The feminine mystique of Kim Jong Un
On Monday, Park Geun-hye, South Korea’s first female president and the daughter of the dictator who ruled the country in the 1960s and 1970s, was sworn into office. "Consider her roles: daughter, first lady, mother" writes novelist Suki Kim in a recent New York Times op-ed. "This woman, widely lauded as her country’s first female ...
On Monday, Park Geun-hye, South Korea's first female president and the daughter of the dictator who ruled the country in the 1960s and 1970s, was sworn into office. "Consider her roles: daughter, first lady, mother" writes novelist Suki Kim in a recent New York Times op-ed. "This woman, widely lauded as her country's first female president, is no symbol of latent feminism but of something far more traditional -- a girl who grew up before the nation's eyes, only to lose both parents violently, and then become the mother for whom they had carried a torch since her own mother's martyrdom."
On Monday, Park Geun-hye, South Korea’s first female president and the daughter of the dictator who ruled the country in the 1960s and 1970s, was sworn into office. "Consider her roles: daughter, first lady, mother" writes novelist Suki Kim in a recent New York Times op-ed. "This woman, widely lauded as her country’s first female president, is no symbol of latent feminism but of something far more traditional — a girl who grew up before the nation’s eyes, only to lose both parents violently, and then become the mother for whom they had carried a torch since her own mother’s martyrdom."
But she’s not the only feminine leader on the Korean peninsula. "Despite his young years Kim Jong Un is already being praised for his motherly solicitude, just like his father was," BR Myers, author of The Cleanest Race, a book on North Korean propaganda, wrote in an email to me.
In his email to me, Myers explained that Kim Jong Un "is also equated with the ‘Mother Party,’ like with the phrases ‘The Dear Marshal Kim Jong Un is our Mother Party,’ or ‘The Dear Marshal’s breast is the Party’s breast.’ (This is not a purely Korean phenomenon. Goebbels compared Hitler to a mother: ‘The whole nation loves him, because it feels secure in his hand like a child in the mother’s arm.’) It has always been striking in North Korea, however, because it runs so counter to the popular Pyongyang-watching myth of a Confucian-patriarchal state."
Myers has argued that North Korea’s true ideology is not Communism, Juche, or Confucianism, but a race-based, paranoid nationalism, where its people are "too pure-blooded, and therefore too virtuous, to survive in this evil world without a parental leader." Myers hones in on the word parental; explaining that "because the Korean race is born good, it has no need for an educating father figure like Stalin or Mao; instead, Kim Jong Il appears in the personality cult as more of a maternal figure."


**EXERCISE GOAL**. Exactly and only the lines from the one with "Identify all the" through the last line of the records need to be set down; please skip the pictures.

====== DATA TO EXAMINE

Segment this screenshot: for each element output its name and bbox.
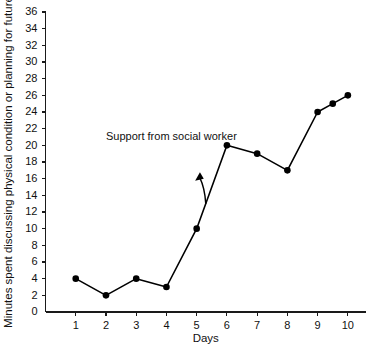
y-axis-tick-label: 28 (25, 72, 37, 84)
line-chart: 024681012141618202224262830323436 123456… (0, 0, 377, 356)
data-point-marker (163, 284, 170, 291)
data-point-marker (314, 109, 321, 116)
data-point-marker (345, 92, 352, 99)
y-axis-tick-label: 36 (25, 5, 37, 17)
y-axis-tick-label: 14 (25, 189, 37, 201)
chart-canvas: 024681012141618202224262830323436 123456… (0, 0, 377, 356)
y-axis-tick-label: 34 (25, 22, 37, 34)
y-axis-title: Minutes spent discussing physical condit… (2, 0, 14, 328)
data-point-marker (284, 167, 291, 174)
data-point-marker (329, 100, 336, 107)
data-point-marker (72, 275, 79, 282)
y-axis-tick-label: 4 (31, 272, 37, 284)
y-axis-tick-label: 24 (25, 105, 37, 117)
y-axis-tick-label: 32 (25, 39, 37, 51)
data-point-marker (254, 150, 261, 157)
x-axis-tick-label: 5 (194, 319, 200, 331)
x-axis-tick-label: 3 (133, 319, 139, 331)
x-axis-tick-label: 1 (73, 319, 79, 331)
y-axis-tick-label: 18 (25, 155, 37, 167)
x-axis-tick-label: 7 (254, 319, 260, 331)
y-axis-tick-label: 22 (25, 122, 37, 134)
x-axis-tick-label: 9 (315, 319, 321, 331)
y-axis-tick-label: 2 (31, 289, 37, 301)
y-axis-tick-label: 30 (25, 55, 37, 67)
y-axis-tick-label: 6 (31, 255, 37, 267)
y-axis-tick-label: 10 (25, 222, 37, 234)
chart-background (0, 0, 377, 356)
y-axis-tick-label: 16 (25, 172, 37, 184)
x-axis-tick-label: 10 (342, 319, 354, 331)
x-axis-tick-label: 6 (224, 319, 230, 331)
data-point-marker (193, 225, 200, 232)
x-axis-title: Days (193, 332, 219, 344)
y-axis-tick-label: 12 (25, 205, 37, 217)
x-axis-tick-label: 2 (103, 319, 109, 331)
y-axis-tick-label: 20 (25, 139, 37, 151)
data-point-marker (224, 142, 231, 149)
annotation-label: Support from social worker (106, 130, 237, 142)
data-point-marker (133, 275, 140, 282)
y-axis-tick-label: 26 (25, 89, 37, 101)
y-axis-tick-label: 8 (31, 239, 37, 251)
x-axis-tick-label: 4 (163, 319, 169, 331)
y-axis-tick-label: 0 (31, 305, 37, 317)
x-axis-tick-label: 8 (284, 319, 290, 331)
data-point-marker (103, 292, 110, 299)
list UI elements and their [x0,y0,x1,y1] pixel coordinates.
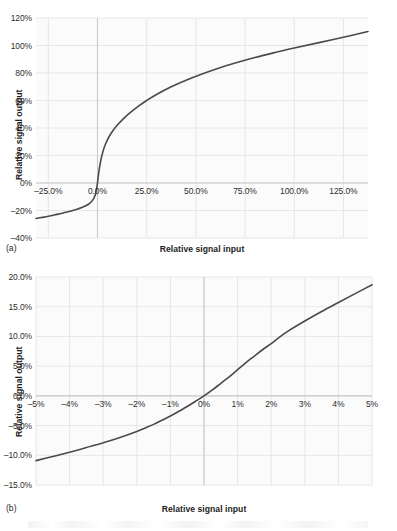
chart-panel-b: –15.0%–10.0%–5.0%0.0%5.0%10.0%15.0%20.0%… [0,265,397,531]
x-tick-label: 0.0% [88,187,107,196]
x-tick-label: 5% [366,400,378,409]
y-tick-label: –10.0% [0,451,32,460]
plot-svg-a [36,18,368,238]
panel-label-b: (b) [6,503,17,513]
x-tick-label: –3% [95,400,112,409]
plot-area-a [36,18,368,238]
y-tick-label: 15.0% [0,302,32,311]
x-tick-label: –4% [61,400,78,409]
x-tick-label: 125.0% [329,187,357,196]
y-tick-label: –40% [0,234,32,243]
figure-container: –40%–20%0%20%40%60%80%100%120% –25.0%0.0… [0,0,397,531]
y-tick-label: –15.0% [0,481,32,490]
y-tick-label: 10.0% [0,332,32,341]
x-axis-title-b: Relative signal input [162,504,247,514]
y-tick-label: 100% [0,41,32,50]
y-tick-label: 120% [0,14,32,23]
x-tick-label: 100.0% [280,187,308,196]
x-tick-label: –1% [162,400,179,409]
y-axis-title-a: Relative signal output [14,90,24,180]
x-tick-label: 1% [232,400,244,409]
x-tick-label: 0% [198,400,210,409]
panel-label-a: (a) [6,243,17,253]
y-tick-label: –20% [0,206,32,215]
x-tick-label: 2% [265,400,277,409]
x-tick-label: 75.0% [233,187,257,196]
x-tick-label: –25.0% [34,187,62,196]
x-tick-label: –2% [128,400,145,409]
plot-area-b [36,277,372,485]
y-tick-label: 80% [0,69,32,78]
chart-panel-a: –40%–20%0%20%40%60%80%100%120% –25.0%0.0… [0,0,397,265]
x-tick-label: 4% [332,400,344,409]
x-tick-label: –5% [28,400,45,409]
x-tick-label: 50.0% [184,187,208,196]
y-axis-title-b: Relative signal output [14,347,24,437]
x-tick-label: 3% [299,400,311,409]
plot-svg-b [36,277,372,485]
axis-lines-b [36,277,372,485]
y-tick-label: 20.0% [0,273,32,282]
x-tick-label: 25.0% [135,187,159,196]
x-axis-title-a: Relative signal input [160,244,245,254]
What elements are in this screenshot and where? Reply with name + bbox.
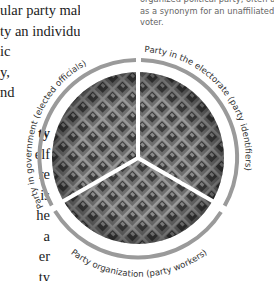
label-party-organization: Party organization (party workers) [69, 247, 208, 279]
party-tripod-figure: Party in government (elected officials) … [0, 0, 274, 281]
pie-diagram: Party in government (elected officials) … [0, 0, 274, 281]
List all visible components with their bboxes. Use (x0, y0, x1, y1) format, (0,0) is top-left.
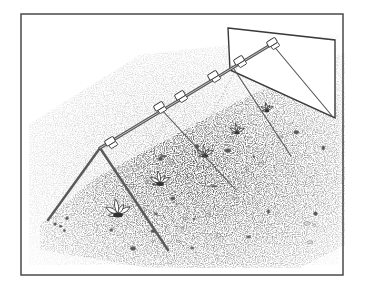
a-frame-garden-illustration (0, 0, 372, 298)
illustration-canvas: A-frame plant cover over a garden row pe… (0, 0, 372, 298)
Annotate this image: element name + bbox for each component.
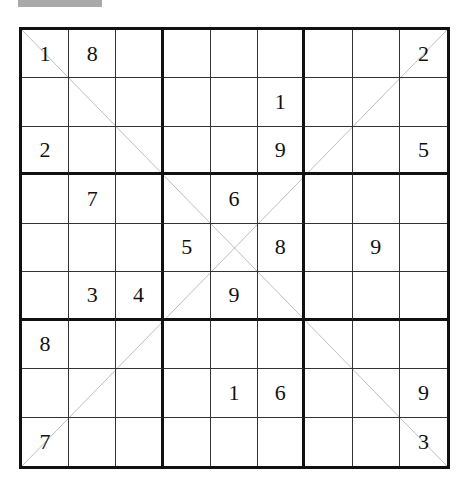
sudoku-cell-r7c5[interactable] — [211, 321, 258, 369]
sudoku-cell-r3c7[interactable] — [305, 127, 352, 175]
sudoku-cell-r5c7[interactable] — [305, 224, 352, 272]
sudoku-cell-r4c6[interactable] — [258, 175, 305, 223]
sudoku-cell-r7c9[interactable] — [400, 321, 447, 369]
sudoku-board: 182129576589349816973 — [19, 27, 450, 469]
sudoku-cell-r1c6[interactable] — [258, 30, 305, 78]
sudoku-cell-r8c8[interactable] — [353, 369, 400, 417]
sudoku-cell-r8c2[interactable] — [69, 369, 116, 417]
sudoku-cell-r8c6[interactable]: 6 — [258, 369, 305, 417]
sudoku-cell-r1c2[interactable]: 8 — [69, 30, 116, 78]
sudoku-cell-r7c3[interactable] — [116, 321, 163, 369]
sudoku-cell-r2c4[interactable] — [164, 78, 211, 126]
sudoku-cell-r9c8[interactable] — [353, 418, 400, 466]
sudoku-cell-r5c3[interactable] — [116, 224, 163, 272]
sudoku-cell-r6c8[interactable] — [353, 272, 400, 320]
sudoku-cell-r3c9[interactable]: 5 — [400, 127, 447, 175]
sudoku-cell-r8c4[interactable] — [164, 369, 211, 417]
sudoku-cell-r4c1[interactable] — [22, 175, 69, 223]
sudoku-cell-r1c3[interactable] — [116, 30, 163, 78]
sudoku-cell-r6c7[interactable] — [305, 272, 352, 320]
sudoku-cell-r4c7[interactable] — [305, 175, 352, 223]
sudoku-cell-r1c5[interactable] — [211, 30, 258, 78]
sudoku-cell-r7c1[interactable]: 8 — [22, 321, 69, 369]
sudoku-grid: 182129576589349816973 — [22, 30, 447, 466]
sudoku-cell-r6c5[interactable]: 9 — [211, 272, 258, 320]
sudoku-cell-r8c5[interactable]: 1 — [211, 369, 258, 417]
sudoku-cell-r2c7[interactable] — [305, 78, 352, 126]
sudoku-cell-r9c7[interactable] — [305, 418, 352, 466]
sudoku-cell-r6c9[interactable] — [400, 272, 447, 320]
sudoku-cell-r9c9[interactable]: 3 — [400, 418, 447, 466]
sudoku-cell-r5c9[interactable] — [400, 224, 447, 272]
sudoku-cell-r5c8[interactable]: 9 — [353, 224, 400, 272]
sudoku-cell-r3c1[interactable]: 2 — [22, 127, 69, 175]
sudoku-cell-r7c7[interactable] — [305, 321, 352, 369]
sudoku-cell-r2c6[interactable]: 1 — [258, 78, 305, 126]
sudoku-cell-r2c3[interactable] — [116, 78, 163, 126]
sudoku-cell-r5c4[interactable]: 5 — [164, 224, 211, 272]
sudoku-cell-r4c9[interactable] — [400, 175, 447, 223]
sudoku-cell-r3c6[interactable]: 9 — [258, 127, 305, 175]
sudoku-cell-r5c6[interactable]: 8 — [258, 224, 305, 272]
sudoku-cell-r7c2[interactable] — [69, 321, 116, 369]
sudoku-cell-r2c8[interactable] — [353, 78, 400, 126]
sudoku-cell-r3c5[interactable] — [211, 127, 258, 175]
sudoku-cell-r4c8[interactable] — [353, 175, 400, 223]
sudoku-cell-r9c1[interactable]: 7 — [22, 418, 69, 466]
sudoku-cell-r6c4[interactable] — [164, 272, 211, 320]
sudoku-cell-r2c2[interactable] — [69, 78, 116, 126]
sudoku-cell-r8c1[interactable] — [22, 369, 69, 417]
sudoku-cell-r7c6[interactable] — [258, 321, 305, 369]
sudoku-cell-r9c4[interactable] — [164, 418, 211, 466]
sudoku-cell-r3c3[interactable] — [116, 127, 163, 175]
sudoku-cell-r9c3[interactable] — [116, 418, 163, 466]
sudoku-cell-r2c9[interactable] — [400, 78, 447, 126]
sudoku-cell-r5c5[interactable] — [211, 224, 258, 272]
sudoku-cell-r9c2[interactable] — [69, 418, 116, 466]
header-label-bar — [18, 0, 102, 7]
sudoku-cell-r8c9[interactable]: 9 — [400, 369, 447, 417]
sudoku-cell-r1c9[interactable]: 2 — [400, 30, 447, 78]
sudoku-cell-r9c6[interactable] — [258, 418, 305, 466]
sudoku-cell-r2c1[interactable] — [22, 78, 69, 126]
sudoku-cell-r7c4[interactable] — [164, 321, 211, 369]
sudoku-cell-r1c1[interactable]: 1 — [22, 30, 69, 78]
sudoku-cell-r8c3[interactable] — [116, 369, 163, 417]
sudoku-cell-r5c1[interactable] — [22, 224, 69, 272]
sudoku-cell-r8c7[interactable] — [305, 369, 352, 417]
sudoku-cell-r6c2[interactable]: 3 — [69, 272, 116, 320]
sudoku-cell-r1c7[interactable] — [305, 30, 352, 78]
sudoku-cell-r7c8[interactable] — [353, 321, 400, 369]
sudoku-cell-r4c4[interactable] — [164, 175, 211, 223]
sudoku-cell-r4c2[interactable]: 7 — [69, 175, 116, 223]
sudoku-cell-r5c2[interactable] — [69, 224, 116, 272]
sudoku-cell-r1c4[interactable] — [164, 30, 211, 78]
sudoku-cell-r6c1[interactable] — [22, 272, 69, 320]
sudoku-cell-r6c6[interactable] — [258, 272, 305, 320]
sudoku-cell-r6c3[interactable]: 4 — [116, 272, 163, 320]
sudoku-cell-r2c5[interactable] — [211, 78, 258, 126]
sudoku-cell-r3c8[interactable] — [353, 127, 400, 175]
sudoku-cell-r4c3[interactable] — [116, 175, 163, 223]
sudoku-cell-r1c8[interactable] — [353, 30, 400, 78]
sudoku-cell-r3c4[interactable] — [164, 127, 211, 175]
sudoku-cell-r9c5[interactable] — [211, 418, 258, 466]
sudoku-cell-r3c2[interactable] — [69, 127, 116, 175]
sudoku-cell-r4c5[interactable]: 6 — [211, 175, 258, 223]
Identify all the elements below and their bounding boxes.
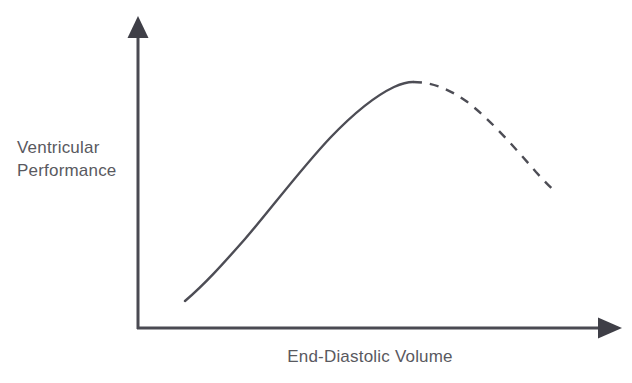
curve-solid-ascending <box>185 82 413 301</box>
y-axis-label: Ventricular Performance <box>17 136 117 182</box>
chart-figure: Ventricular Performance End-Diastolic Vo… <box>0 0 632 383</box>
chart-plot-area <box>0 0 632 383</box>
curve-dashed-descending <box>413 82 557 193</box>
y-axis-label-line1: Ventricular <box>17 136 117 159</box>
y-axis-arrow-icon <box>128 16 149 38</box>
x-axis-arrow-icon <box>598 318 622 339</box>
y-axis-label-line2: Performance <box>17 159 117 182</box>
x-axis-label: End-Diastolic Volume <box>0 345 632 368</box>
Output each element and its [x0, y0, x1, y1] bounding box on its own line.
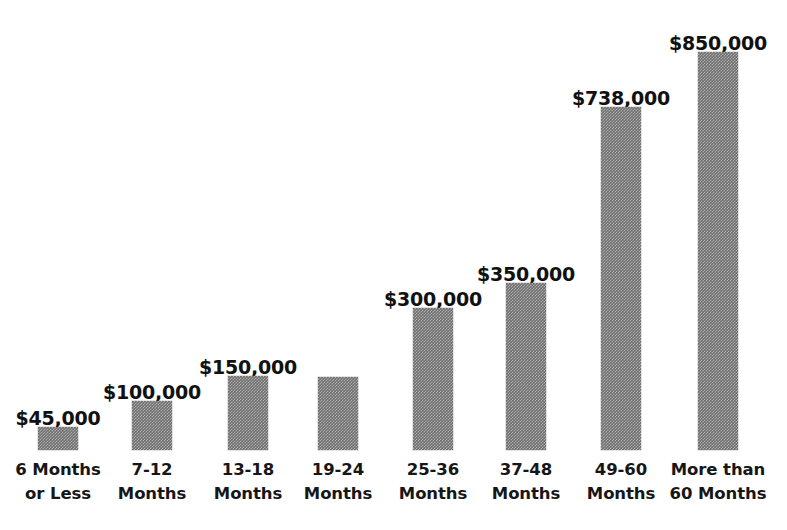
plot-area: $45,000 $100,000 $150,000 $300,000 $350,… [0, 0, 787, 450]
bar-value-label: $738,000 [572, 89, 670, 108]
bar[interactable] [413, 308, 453, 450]
bar[interactable] [228, 376, 268, 450]
bar-value-label: $850,000 [669, 34, 767, 53]
bar-group: $45,000 [10, 0, 106, 450]
bar-value-label: $150,000 [199, 358, 297, 377]
bar[interactable] [601, 107, 641, 450]
bar[interactable] [132, 401, 172, 450]
bar-group: $350,000 [478, 0, 574, 450]
bar-value-label: $100,000 [103, 383, 201, 402]
bar[interactable] [506, 283, 546, 450]
bar-value-label: $45,000 [15, 409, 100, 428]
bar-group: $300,000 [385, 0, 481, 450]
bar-group [290, 0, 386, 450]
bar[interactable] [318, 377, 358, 450]
bar-group: $150,000 [200, 0, 296, 450]
bar-group: $850,000 [670, 0, 766, 450]
bar[interactable] [38, 427, 78, 450]
x-axis-label: More than 60 Months [653, 458, 783, 506]
bar-group: $738,000 [573, 0, 669, 450]
bar-value-label: $300,000 [384, 290, 482, 309]
bar-value-label: $350,000 [477, 265, 575, 284]
bar[interactable] [698, 52, 738, 450]
bar-chart: $45,000 $100,000 $150,000 $300,000 $350,… [0, 0, 787, 530]
bar-group: $100,000 [104, 0, 200, 450]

============

**PROBLEM SOLUTION**.
Identify all the elements below and their bounding boxes.
curve-solid-ascending <box>185 82 413 301</box>
y-axis-label: Ventricular Performance <box>17 136 117 182</box>
chart-figure: Ventricular Performance End-Diastolic Vo… <box>0 0 632 383</box>
chart-plot-area <box>0 0 632 383</box>
curve-dashed-descending <box>413 82 557 193</box>
y-axis-label-line1: Ventricular <box>17 136 117 159</box>
y-axis-arrow-icon <box>128 16 149 38</box>
x-axis-arrow-icon <box>598 318 622 339</box>
y-axis-label-line2: Performance <box>17 159 117 182</box>
x-axis-label: End-Diastolic Volume <box>0 345 632 368</box>
Output each element and its [x0, y0, x1, y1] bounding box on its own line.
plot-area: $45,000 $100,000 $150,000 $300,000 $350,… [0, 0, 787, 450]
bar-value-label: $738,000 [572, 89, 670, 108]
bar[interactable] [413, 308, 453, 450]
bar[interactable] [228, 376, 268, 450]
bar-value-label: $850,000 [669, 34, 767, 53]
bar-group: $45,000 [10, 0, 106, 450]
bar-value-label: $150,000 [199, 358, 297, 377]
bar[interactable] [601, 107, 641, 450]
bar[interactable] [132, 401, 172, 450]
bar-group: $350,000 [478, 0, 574, 450]
bar-value-label: $100,000 [103, 383, 201, 402]
bar[interactable] [506, 283, 546, 450]
bar-value-label: $45,000 [15, 409, 100, 428]
bar-group: $300,000 [385, 0, 481, 450]
bar-group [290, 0, 386, 450]
bar[interactable] [318, 377, 358, 450]
bar-group: $150,000 [200, 0, 296, 450]
bar-group: $850,000 [670, 0, 766, 450]
bar[interactable] [38, 427, 78, 450]
x-axis-label: More than 60 Months [653, 458, 783, 506]
bar-group: $738,000 [573, 0, 669, 450]
bar-value-label: $300,000 [384, 290, 482, 309]
bar-value-label: $350,000 [477, 265, 575, 284]
bar[interactable] [698, 52, 738, 450]
bar-chart: $45,000 $100,000 $150,000 $300,000 $350,… [0, 0, 787, 530]
bar-group: $100,000 [104, 0, 200, 450]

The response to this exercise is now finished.